Law enforcement agencies and ALPR vendors argue the technology solves violent crimes, recovers stolen vehicles, and locates missing persons. Flock Safety claims its cameras have assisted in thousands of arrests. These claims are largely unverified. Independent analysis of crime statistics before and after ALPR deployment has not demonstrated statistically significant reductions in violent crime. Recovered stolen vehicles — the most frequently cited win — represent a fraction of overall reads and do not require the indiscriminate mass surveillance of all drivers to achieve. The "public safety" framing is politically effective and is typically the only argument presented at city council briefings.
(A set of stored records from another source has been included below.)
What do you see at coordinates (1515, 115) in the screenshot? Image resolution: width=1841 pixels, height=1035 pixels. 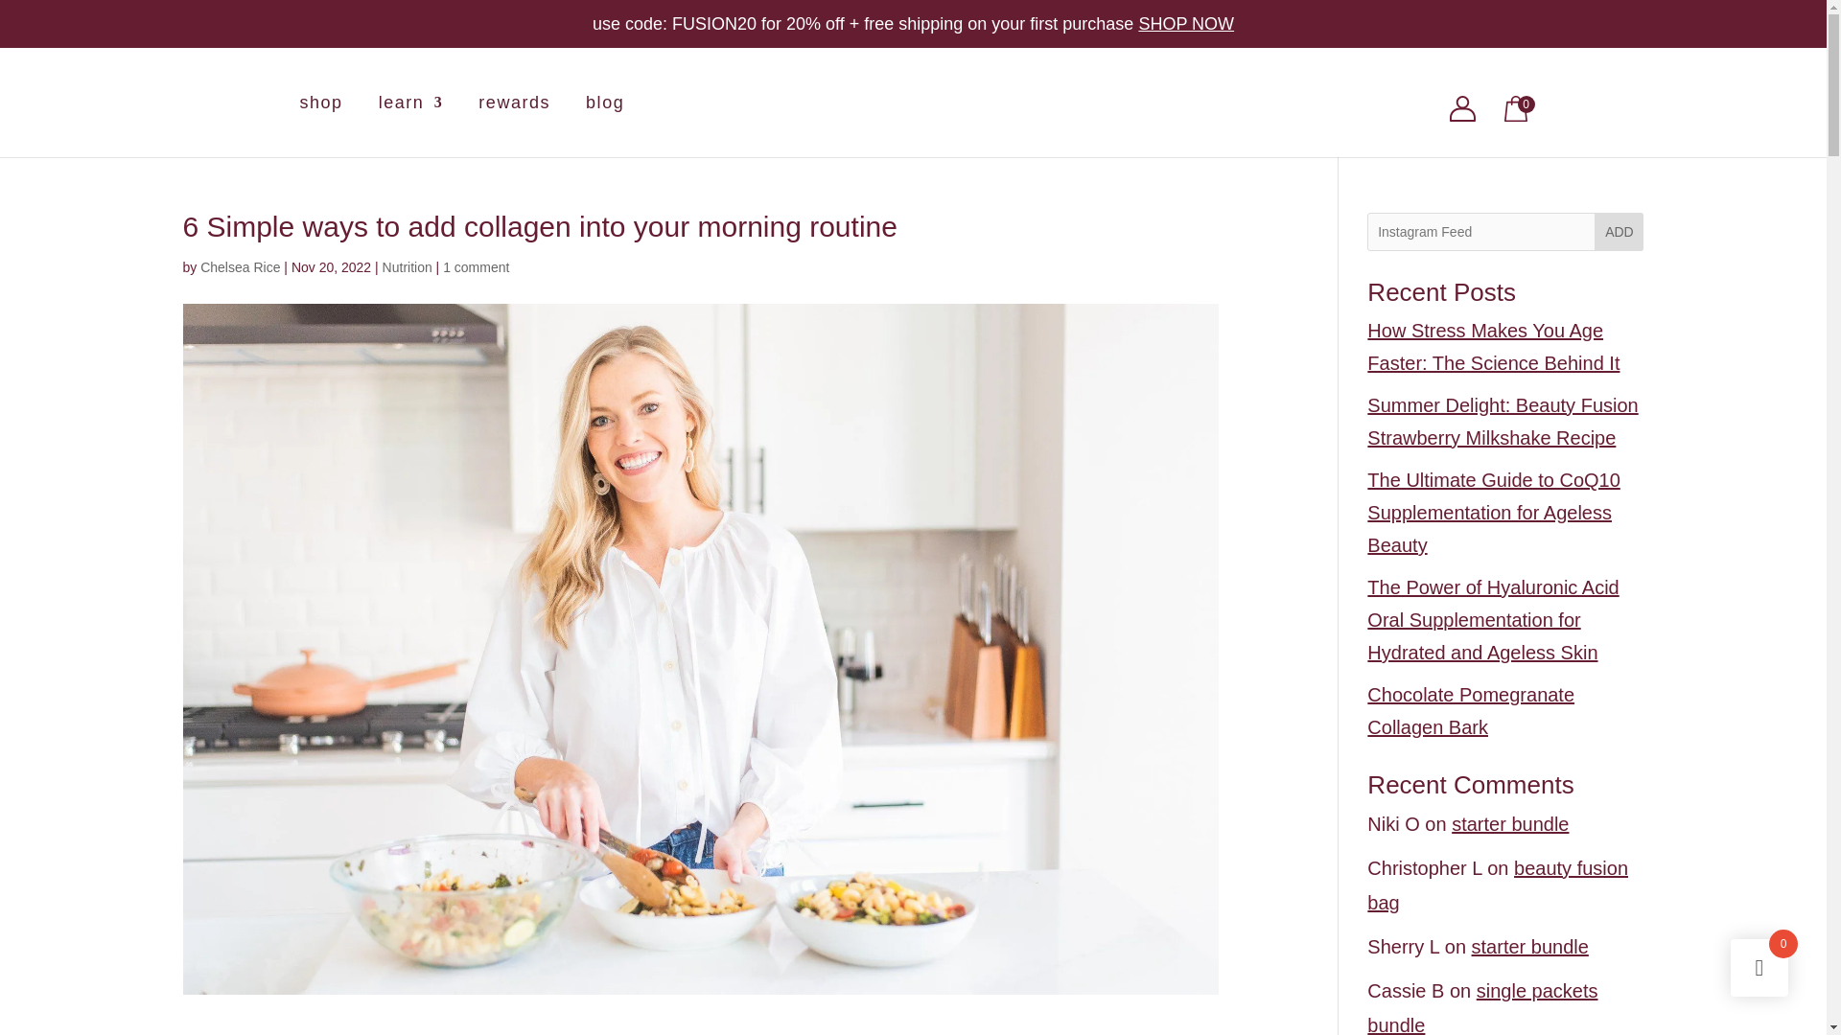 I see `0` at bounding box center [1515, 115].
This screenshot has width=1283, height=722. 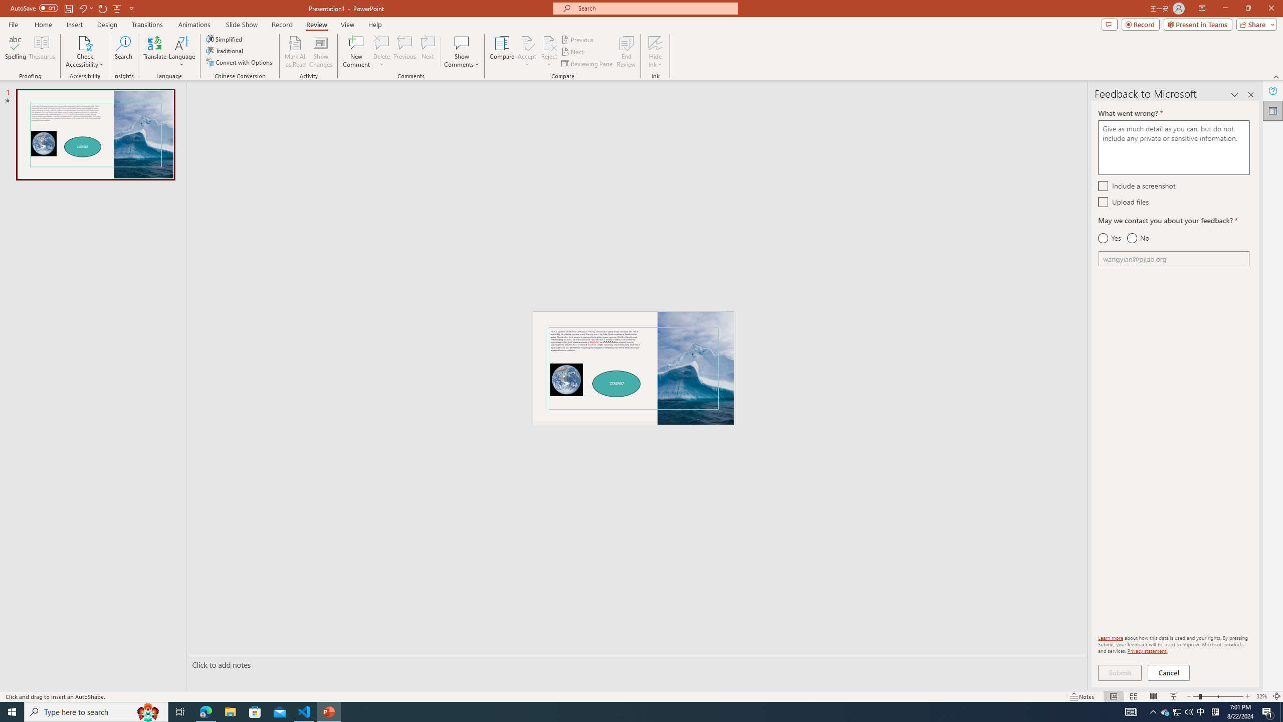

SOURCE: [Brennan Center →]
How does ALPR route around the Fourth Amendment?
The Fourth Amendment prohibits unreasonable searches without a warrant. Courts have held that license plates visible on public roads carry no reasonable expectation of privacy — so a single ALPR read is likely constitutional. ALPR vendors exploit this: if each individual read is lawful, assembling millions of reads into a comprehensive movement history is treated as constitutionally equivalent. Civil liberties organizations argue — and the Supreme Court's 2018 Carpenter decision supports — that aggregate surveillance enabling a detailed picture of a person's life is categorically different and requires fresh constitutional analysis. That analysis has not yet reached ALPR in most courts.
How do FOIA exemptions shield private operators from accountability?
Because ALPR systems are operated by private companies under contract to government agencies, system details can be withheld from public records requests under trade secret or proprietary information exemptions. This means the public cannot determine: how many cameras exist, where they are placed, what the data retention policy is, who has database access, what the contract costs, or whether the data is being sold. Private operation of public surveillance infrastructure is increasingly used as a deliberate mechanism to defeat public accountability — the cameras are publicly funded but legally opaque.
SOURCE: [MuckRock / ACLU →]
How does commercial ALPR access bypass warrant requirements for police?
When a government agency operates its own ALPR camera, a warrant may be required for historical location data following the Carpenter v. United States (2018) ruling. But when a private company collects the same data and sells database access to law enforcement, no warrant is required — agencies simply subscribe. This is the "third-party doctrine" loophole applied at population scale: because you expose your plate to a private company's camera on a public road, the government can purchase the company's database without court authorization. Most courts have not extended Carpenter's protections to commercial ALPR subscriptions.
SOURCE: [EFF →]
What financial incentives are driving deployment — and who benefits?
ALPR expansion is driven by aligned financial incentives with no countervailing force: vendors earn recurring subscription revenue from every camera deployed; police departments receive federal Homeland Security grants and JAG funds that cover camera costs; city officials face minimal political cost and can claim a "proactive public safety" initiative. The result is a self-reinforcing cycle — federal money funds local deployment, local deployment grows vendor revenue, vendor revenue funds lobbying that drives more federal grants and local sales. There is no comparable financial incentive for restraint, community oversight, or removal of cameras once deployed.